My last novel, The Maids of Biddenden, the imagined biography of real-life conjoined twins born in 12th-century Kent, was featured on BBC TV News and was the winner of the Next Generation Indie
Book Awards in the historical fiction category, shortlisted for the 2022 Selfie Award at the London Book Fair, and shortlisted or longlisted for five other awards.
It has over a thousand ratings on Amazon UK and Goodreads, with an average score of 4.3. Across the major Amazon markets, it reached number sixteen in overall paid-for e-book sales, number two in historical fiction and number one in medieval historical fiction.
My thoughts: I am a bit of a Shakespeare nerd, I’ve read most of his plays and poems over the years and studied him at uni. Somewhere I still have an essay on sexism in Hamlet.
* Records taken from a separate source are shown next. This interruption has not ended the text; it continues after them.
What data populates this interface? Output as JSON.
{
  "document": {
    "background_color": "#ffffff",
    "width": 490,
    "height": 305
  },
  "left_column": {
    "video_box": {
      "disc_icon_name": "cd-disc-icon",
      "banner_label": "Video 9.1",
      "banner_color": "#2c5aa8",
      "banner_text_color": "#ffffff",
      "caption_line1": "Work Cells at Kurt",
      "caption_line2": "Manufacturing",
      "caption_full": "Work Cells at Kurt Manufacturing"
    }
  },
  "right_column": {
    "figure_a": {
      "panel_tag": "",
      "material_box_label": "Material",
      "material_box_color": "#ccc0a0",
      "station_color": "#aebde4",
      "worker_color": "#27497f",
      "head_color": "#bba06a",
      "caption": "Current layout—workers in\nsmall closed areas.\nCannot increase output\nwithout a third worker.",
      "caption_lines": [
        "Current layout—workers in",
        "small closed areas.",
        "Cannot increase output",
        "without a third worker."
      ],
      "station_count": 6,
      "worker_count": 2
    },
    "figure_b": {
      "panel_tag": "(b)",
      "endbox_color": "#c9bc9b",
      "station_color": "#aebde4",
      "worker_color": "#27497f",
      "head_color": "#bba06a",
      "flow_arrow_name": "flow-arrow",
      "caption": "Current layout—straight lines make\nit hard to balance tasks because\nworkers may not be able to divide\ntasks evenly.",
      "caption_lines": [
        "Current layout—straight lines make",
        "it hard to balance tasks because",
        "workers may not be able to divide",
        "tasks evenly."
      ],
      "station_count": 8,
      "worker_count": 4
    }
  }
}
So I was really excited to read this book which brings the real life murder that inspired his first play and his life as an actor and jobbing playwright to life.
Alice Arden was burnt at the stake for the murder of her husband in Faversham, Kent, and it is this crime and the fact thaat victim and convicted shared the last name of his mother that inspire Will to write his first play, a play only about forty years after the fact, something that wasn’t done in those days for fear of prosecution and being banned by the Master of the Revels from performing it.
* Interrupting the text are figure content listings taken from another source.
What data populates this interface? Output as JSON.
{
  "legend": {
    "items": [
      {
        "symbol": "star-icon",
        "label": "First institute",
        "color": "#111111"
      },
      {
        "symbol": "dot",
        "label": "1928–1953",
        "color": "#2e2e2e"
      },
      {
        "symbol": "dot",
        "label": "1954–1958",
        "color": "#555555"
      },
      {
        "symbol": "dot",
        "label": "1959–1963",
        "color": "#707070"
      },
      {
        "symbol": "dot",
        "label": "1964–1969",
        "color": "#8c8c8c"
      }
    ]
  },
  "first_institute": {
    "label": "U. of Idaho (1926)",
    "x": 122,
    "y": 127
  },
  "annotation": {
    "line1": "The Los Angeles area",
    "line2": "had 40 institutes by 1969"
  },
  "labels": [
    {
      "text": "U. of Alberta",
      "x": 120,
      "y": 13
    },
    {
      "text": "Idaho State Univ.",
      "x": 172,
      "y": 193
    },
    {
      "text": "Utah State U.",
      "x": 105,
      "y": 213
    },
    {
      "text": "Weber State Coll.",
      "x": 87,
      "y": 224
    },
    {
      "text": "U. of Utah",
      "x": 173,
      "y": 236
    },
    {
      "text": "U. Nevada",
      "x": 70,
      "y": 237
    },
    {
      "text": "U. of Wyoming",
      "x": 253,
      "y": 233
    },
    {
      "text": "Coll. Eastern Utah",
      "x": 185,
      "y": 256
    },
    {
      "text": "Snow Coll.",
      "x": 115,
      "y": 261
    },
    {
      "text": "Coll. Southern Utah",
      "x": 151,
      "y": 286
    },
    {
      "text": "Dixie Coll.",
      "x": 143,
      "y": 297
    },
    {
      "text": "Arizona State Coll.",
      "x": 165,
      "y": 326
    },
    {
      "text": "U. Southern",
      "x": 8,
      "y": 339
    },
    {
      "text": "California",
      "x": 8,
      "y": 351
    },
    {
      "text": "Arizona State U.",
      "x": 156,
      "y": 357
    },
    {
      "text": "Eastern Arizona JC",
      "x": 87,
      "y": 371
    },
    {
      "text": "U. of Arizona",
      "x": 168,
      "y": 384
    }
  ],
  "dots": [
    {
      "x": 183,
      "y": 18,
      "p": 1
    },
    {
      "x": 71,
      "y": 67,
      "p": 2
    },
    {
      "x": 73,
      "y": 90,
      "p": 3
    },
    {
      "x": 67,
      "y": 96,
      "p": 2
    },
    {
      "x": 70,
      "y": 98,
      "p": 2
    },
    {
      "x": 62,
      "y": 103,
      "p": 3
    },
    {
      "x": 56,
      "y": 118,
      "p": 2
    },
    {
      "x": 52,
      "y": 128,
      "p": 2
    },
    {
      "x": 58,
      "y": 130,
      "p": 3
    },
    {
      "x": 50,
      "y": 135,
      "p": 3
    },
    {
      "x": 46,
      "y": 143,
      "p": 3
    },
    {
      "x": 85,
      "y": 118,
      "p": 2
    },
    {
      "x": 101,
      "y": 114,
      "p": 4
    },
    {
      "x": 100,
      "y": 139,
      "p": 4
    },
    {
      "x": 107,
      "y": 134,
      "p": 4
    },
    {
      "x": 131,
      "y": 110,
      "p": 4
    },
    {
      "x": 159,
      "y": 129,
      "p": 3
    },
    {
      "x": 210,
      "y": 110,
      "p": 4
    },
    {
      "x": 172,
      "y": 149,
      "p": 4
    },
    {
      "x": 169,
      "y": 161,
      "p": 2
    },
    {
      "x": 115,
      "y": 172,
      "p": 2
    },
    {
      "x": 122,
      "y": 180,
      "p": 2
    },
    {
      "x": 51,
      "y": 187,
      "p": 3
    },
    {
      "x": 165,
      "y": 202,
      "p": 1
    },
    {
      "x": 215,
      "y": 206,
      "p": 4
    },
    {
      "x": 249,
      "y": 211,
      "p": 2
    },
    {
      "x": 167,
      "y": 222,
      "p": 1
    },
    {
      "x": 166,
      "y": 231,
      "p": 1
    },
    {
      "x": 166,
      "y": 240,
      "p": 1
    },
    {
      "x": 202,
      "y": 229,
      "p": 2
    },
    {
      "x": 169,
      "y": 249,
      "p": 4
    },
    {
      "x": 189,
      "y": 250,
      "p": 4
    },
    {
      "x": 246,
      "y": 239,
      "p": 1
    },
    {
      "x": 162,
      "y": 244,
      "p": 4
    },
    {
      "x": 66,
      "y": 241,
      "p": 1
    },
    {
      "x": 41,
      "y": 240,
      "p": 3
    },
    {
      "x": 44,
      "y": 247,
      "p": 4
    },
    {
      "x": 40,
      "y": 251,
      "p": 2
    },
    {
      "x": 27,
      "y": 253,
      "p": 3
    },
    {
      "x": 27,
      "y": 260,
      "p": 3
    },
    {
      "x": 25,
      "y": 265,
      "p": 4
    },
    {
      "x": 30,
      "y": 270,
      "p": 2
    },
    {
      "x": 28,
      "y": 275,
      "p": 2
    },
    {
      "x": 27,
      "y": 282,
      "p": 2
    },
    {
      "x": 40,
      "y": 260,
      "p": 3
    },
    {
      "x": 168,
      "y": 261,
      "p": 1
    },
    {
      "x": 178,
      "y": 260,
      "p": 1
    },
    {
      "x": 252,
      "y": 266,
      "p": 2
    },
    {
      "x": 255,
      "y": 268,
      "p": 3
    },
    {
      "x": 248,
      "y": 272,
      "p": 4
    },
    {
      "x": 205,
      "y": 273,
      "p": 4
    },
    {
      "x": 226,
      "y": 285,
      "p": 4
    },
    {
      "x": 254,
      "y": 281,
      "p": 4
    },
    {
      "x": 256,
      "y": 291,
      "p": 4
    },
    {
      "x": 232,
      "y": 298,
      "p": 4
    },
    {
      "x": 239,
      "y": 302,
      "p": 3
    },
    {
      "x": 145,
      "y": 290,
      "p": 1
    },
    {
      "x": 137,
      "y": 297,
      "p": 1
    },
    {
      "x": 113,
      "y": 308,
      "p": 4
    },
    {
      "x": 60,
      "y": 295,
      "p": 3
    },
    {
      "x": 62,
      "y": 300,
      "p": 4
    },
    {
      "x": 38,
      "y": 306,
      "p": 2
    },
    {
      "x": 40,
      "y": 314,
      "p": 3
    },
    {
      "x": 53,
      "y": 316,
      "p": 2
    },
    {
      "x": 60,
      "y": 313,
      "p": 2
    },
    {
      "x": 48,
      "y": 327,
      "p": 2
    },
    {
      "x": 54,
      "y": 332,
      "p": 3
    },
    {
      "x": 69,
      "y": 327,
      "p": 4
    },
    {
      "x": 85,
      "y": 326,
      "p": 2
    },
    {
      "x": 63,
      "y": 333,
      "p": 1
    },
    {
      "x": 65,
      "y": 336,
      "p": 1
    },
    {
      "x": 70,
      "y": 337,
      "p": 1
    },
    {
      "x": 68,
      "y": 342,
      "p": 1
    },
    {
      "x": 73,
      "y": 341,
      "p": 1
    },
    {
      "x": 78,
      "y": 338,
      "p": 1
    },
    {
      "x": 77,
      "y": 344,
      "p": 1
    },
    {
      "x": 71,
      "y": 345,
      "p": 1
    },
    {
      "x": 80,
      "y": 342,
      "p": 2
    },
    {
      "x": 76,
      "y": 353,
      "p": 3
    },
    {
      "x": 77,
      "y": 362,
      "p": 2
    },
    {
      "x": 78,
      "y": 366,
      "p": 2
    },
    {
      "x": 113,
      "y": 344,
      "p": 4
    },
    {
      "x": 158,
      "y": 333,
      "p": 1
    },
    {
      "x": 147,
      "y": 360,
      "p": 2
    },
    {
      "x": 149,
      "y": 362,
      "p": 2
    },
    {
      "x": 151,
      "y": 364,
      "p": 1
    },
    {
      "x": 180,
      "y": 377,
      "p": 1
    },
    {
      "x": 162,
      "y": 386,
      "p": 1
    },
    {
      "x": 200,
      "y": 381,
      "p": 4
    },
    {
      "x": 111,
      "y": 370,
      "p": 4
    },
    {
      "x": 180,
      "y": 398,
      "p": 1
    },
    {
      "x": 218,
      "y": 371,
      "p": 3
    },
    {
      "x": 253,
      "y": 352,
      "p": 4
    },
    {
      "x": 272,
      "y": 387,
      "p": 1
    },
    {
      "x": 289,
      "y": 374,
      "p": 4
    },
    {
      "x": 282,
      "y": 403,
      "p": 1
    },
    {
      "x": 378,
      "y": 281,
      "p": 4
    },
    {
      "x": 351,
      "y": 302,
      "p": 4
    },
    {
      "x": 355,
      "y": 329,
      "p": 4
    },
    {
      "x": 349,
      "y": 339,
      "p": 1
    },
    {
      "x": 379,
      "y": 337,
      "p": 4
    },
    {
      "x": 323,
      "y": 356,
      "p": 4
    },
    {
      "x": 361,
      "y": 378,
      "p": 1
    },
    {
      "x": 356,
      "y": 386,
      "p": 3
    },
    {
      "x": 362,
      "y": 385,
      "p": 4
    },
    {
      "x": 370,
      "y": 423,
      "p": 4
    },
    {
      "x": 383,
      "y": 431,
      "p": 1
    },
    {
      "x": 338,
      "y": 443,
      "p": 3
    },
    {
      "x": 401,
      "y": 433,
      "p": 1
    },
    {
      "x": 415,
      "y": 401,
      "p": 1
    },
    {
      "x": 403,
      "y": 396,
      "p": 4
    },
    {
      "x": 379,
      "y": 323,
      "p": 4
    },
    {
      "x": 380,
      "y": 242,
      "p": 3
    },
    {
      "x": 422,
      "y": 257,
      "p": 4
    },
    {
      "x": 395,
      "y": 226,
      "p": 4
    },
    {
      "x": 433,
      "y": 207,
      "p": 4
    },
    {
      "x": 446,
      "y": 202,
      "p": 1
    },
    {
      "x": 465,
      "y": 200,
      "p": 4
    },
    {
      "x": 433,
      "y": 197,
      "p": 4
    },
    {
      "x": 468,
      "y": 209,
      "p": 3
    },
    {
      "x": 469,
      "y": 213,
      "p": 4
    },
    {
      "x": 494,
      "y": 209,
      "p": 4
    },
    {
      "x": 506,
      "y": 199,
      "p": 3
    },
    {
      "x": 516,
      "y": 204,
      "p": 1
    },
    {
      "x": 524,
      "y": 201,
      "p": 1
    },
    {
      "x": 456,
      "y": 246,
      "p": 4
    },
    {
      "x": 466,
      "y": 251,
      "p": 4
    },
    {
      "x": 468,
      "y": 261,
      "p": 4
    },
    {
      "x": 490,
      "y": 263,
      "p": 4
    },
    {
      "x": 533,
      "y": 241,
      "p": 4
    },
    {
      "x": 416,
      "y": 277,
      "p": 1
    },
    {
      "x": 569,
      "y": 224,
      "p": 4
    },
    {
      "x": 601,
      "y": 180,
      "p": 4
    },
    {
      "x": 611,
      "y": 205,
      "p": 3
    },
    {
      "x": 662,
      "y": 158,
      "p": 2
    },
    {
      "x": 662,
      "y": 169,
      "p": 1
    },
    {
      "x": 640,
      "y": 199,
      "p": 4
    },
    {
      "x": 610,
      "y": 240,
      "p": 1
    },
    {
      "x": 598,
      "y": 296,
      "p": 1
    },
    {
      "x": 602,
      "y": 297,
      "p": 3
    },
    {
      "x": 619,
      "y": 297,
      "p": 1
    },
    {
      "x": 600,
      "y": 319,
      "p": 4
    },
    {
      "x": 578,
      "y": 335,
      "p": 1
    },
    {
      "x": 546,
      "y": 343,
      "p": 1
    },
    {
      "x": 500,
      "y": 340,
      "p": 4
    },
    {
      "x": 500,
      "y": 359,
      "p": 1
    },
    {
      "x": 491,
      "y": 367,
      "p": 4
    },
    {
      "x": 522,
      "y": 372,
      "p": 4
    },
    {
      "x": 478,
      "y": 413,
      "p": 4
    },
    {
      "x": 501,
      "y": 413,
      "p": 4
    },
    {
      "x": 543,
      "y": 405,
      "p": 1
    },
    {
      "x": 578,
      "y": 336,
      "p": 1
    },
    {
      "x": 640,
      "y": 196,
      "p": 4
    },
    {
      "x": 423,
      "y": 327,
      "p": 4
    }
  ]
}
But Will persevered, he edited it and published it without adding his name so it could be performed and then his career as a writer began. After the Arden murder, he would delve into history and produce his incredible works, still performed and loved today, something he never could have imagined.
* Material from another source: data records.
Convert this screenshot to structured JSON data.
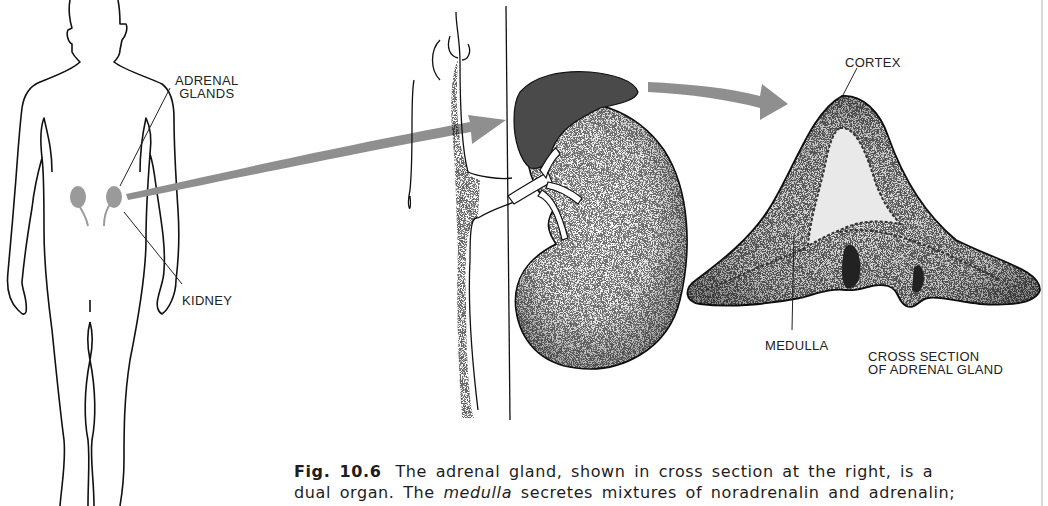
{
  "figure": {
    "number": "Fig. 10.6",
    "labels": {
      "adrenal_glands": [
        "ADRENAL",
        "GLANDS"
      ],
      "kidney": "KIDNEY",
      "cortex": "CORTEX",
      "medulla": "MEDULLA",
      "cross_section": [
        "CROSS SECTION",
        "OF ADRENAL GLAND"
      ]
    },
    "caption": {
      "line1_text": "The adrenal gland, shown in cross section at the right, is a",
      "line2_pre": "dual organ. The ",
      "line2_em": "medulla",
      "line2_post": " secretes mixtures of noradrenalin and adrenalin;"
    },
    "colors": {
      "arrow": "#8f8f8f",
      "outline": "#111111",
      "kidney_gray": "#9a9a9a",
      "adrenal_dark": "#4a4a4a"
    }
  }
}
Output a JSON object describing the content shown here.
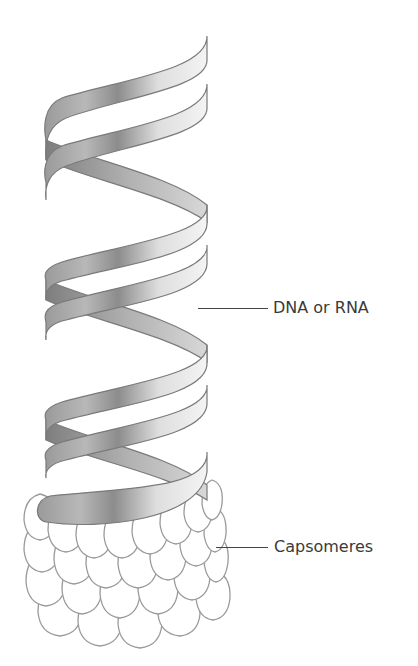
{
  "figure": {
    "labels": [
      {
        "id": "nucleic-acid",
        "text": "DNA or RNA"
      },
      {
        "id": "capsomeres",
        "text": "Capsomeres"
      }
    ]
  },
  "colors": {
    "ribbon_light": "#f2f2f2",
    "ribbon_dark": "#8a8a8a",
    "outline": "#7a7a7a",
    "capsomere_outline": "#9a9a9a",
    "text": "#3a3a3a"
  }
}
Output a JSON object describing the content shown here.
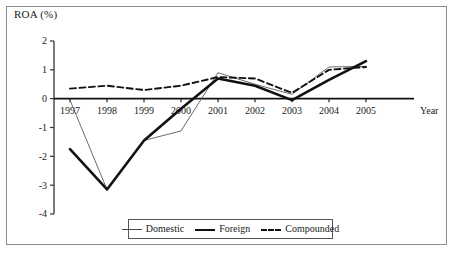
{
  "chart_data": {
    "type": "line",
    "title": "",
    "ylabel": "ROA (%)",
    "xlabel": "Year",
    "categories": [
      "1997",
      "1998",
      "1999",
      "2000",
      "2001",
      "2002",
      "2003",
      "2004",
      "2005"
    ],
    "ylim": [
      -4,
      2
    ],
    "yticks": [
      "2",
      "1",
      "0",
      "-1",
      "-2",
      "-3",
      "-4"
    ],
    "ytick_values": [
      2,
      1,
      0,
      -1,
      -2,
      -3,
      -4
    ],
    "grid": false,
    "legend_position": "bottom-center",
    "series": [
      {
        "name": "Domestic",
        "style": "thin-solid",
        "values": [
          -0.05,
          -3.15,
          -1.45,
          -1.12,
          0.9,
          0.5,
          0.15,
          1.1,
          1.12
        ]
      },
      {
        "name": "Foreign",
        "style": "thick-solid",
        "values": [
          -1.75,
          -3.15,
          -1.45,
          -0.35,
          0.7,
          0.45,
          -0.05,
          0.65,
          1.3
        ]
      },
      {
        "name": "Compounded",
        "style": "dashed",
        "values": [
          0.35,
          0.45,
          0.3,
          0.45,
          0.75,
          0.7,
          0.2,
          1.0,
          1.1
        ]
      }
    ]
  },
  "legend": {
    "items": [
      {
        "label": "Domestic"
      },
      {
        "label": "Foreign"
      },
      {
        "label": "Compounded"
      }
    ]
  },
  "colors": {
    "domestic": "#5a5a5a",
    "foreign": "#111111",
    "compounded": "#111111",
    "axis": "#333333",
    "frame": "#8c8c8c"
  }
}
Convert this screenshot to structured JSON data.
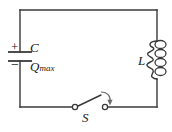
{
  "figure": {
    "name": "lc-circuit-diagram",
    "background_color": "#ffffff",
    "wire_color": "#3a3a3a",
    "label_color": "#1a1a1a"
  },
  "labels": {
    "capacitor": "C",
    "charge_symbol": "Q",
    "charge_subscript": "max",
    "inductor": "L",
    "switch": "S",
    "plus_sign": "+",
    "minus_sign": "−"
  },
  "components": {
    "capacitor": {
      "name": "capacitor",
      "label": "C",
      "charge_label": "Qmax",
      "polarity_top": "+",
      "polarity_bottom": "−",
      "position": "left-branch"
    },
    "inductor": {
      "name": "inductor",
      "label": "L",
      "coil_turns": 4,
      "position": "right-branch"
    },
    "switch": {
      "name": "switch",
      "label": "S",
      "state": "open",
      "position": "bottom-branch",
      "closing_arrow": true
    }
  },
  "circuit": {
    "type": "LC oscillator loop",
    "loop": {
      "left_x": 20,
      "right_x": 157,
      "top_y": 10,
      "bottom_y": 107
    }
  }
}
But this is also Alice’s story, that of a young woman essentially sold into a loveless marriage, who found escape in her affair with a tailor, who conspired with him and others who disliked her high handed husband, to kill him and try to make it look like a stranger had, although as he was wearing his slippers and found only metres from his home, badly done.
Alice suffered horribly before she was eventually burnt alive. The other conspirators were also executed, including her lover and the household servants. This fictional Alice is never entirely sold on the necessity of murdering her husband, unhappy as she was, but is talked into it.
Her unhappiness is reflected in that of Will’s wife Anne, raising three children in Stratford, relying on Will making enough money in the theatres to keep them fed and housed.
The author has clearly done an incredible amount of research and brings Tudor England vividly to life along with his characters. I was completely entertained and spotted lots of references and little snippets of the Shakespeares’ history that added to the realism (like his twins being named for his friend Hamnet and wife Judith) that I learnt in my own studies.
I didn’t know about the Arden murder, and it too is really fascinating. Women were chattel and many ended up in lonely marriages like Alice. Whatever her involvement in her husband’s death, she was clearly not willing to just put up with her situation and tried to change things, however misguided.
A thoroughly enjoyable read, I loved the insights into 16th century justice and the world of play writing.

*I was kindly gifted a copy of this book in exchange for taking part in this blog tour, but all opinions remain my own.